The ATLAS Thesis Award winners for 2025 are:
- Takumi Aoki (University of Tokyo, Japan): Search for the Slepton Cascade Decay using Final States with Opposite or Same Sign Three Leptons in the LHC-ATLAS experiment
- Kartik Deepak Bhide (Albert-Ludwigs-Universität Freiburg, Germany): Illuminating the tau lepton with the ATLAS detector: A study of ɣɣ→ττ scattering in ultra-peripheral Pb+Pb collisions, and constraints on the tau lepton electromagnetic dipole moments
- Antonio Jesús Gómez Delegido (Universitat de València, Spain): Unveiling the Higgs sector with tau-leptons: differential cross-section measurements and searches for lepton-flavor-violating decays with the ATLAS detector
- Simon Florian Koch (University of Oxford, UK): Measurements of ATLAS, measurements with ATLAS: Construction and characterisation of ITk Pixel detector structures, and a search for leptoquarks in events with di-tau final states
- Elena Mazzeo (Università degli studi di Milano, Italy): Shedding light on Higgs boson self-interactions in the bbɣɣ channel.
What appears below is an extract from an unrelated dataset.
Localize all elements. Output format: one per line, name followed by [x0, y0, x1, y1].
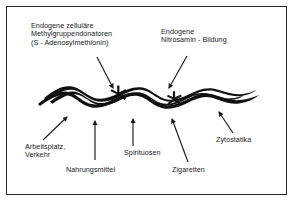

Photon and b-jet calibrations, and searches for Higgs boson pairs with the ATLAS experiment
- Ryan Roberts (University of California, Berkeley and Lawrence Berkeley National Laboratory, USA): Observation of Four-Top Quark Production and Measurement of Off-shell Higgs Boson Interactions with Top Quarks with ATLAS
- Stephen Nicholas Swatman (University of Amsterdam, Netherlands): Charged Particle Track Reconstruction Algorithms for Massively Parallel Systems
- Elliot Watton (University of Glasgow and Rutherford Appleton Laboratory, UK): Measurement of the top-quark mass with the ATLAS detector using ttbar events with a boosted top quark
See the News Article on the 2025 Awards.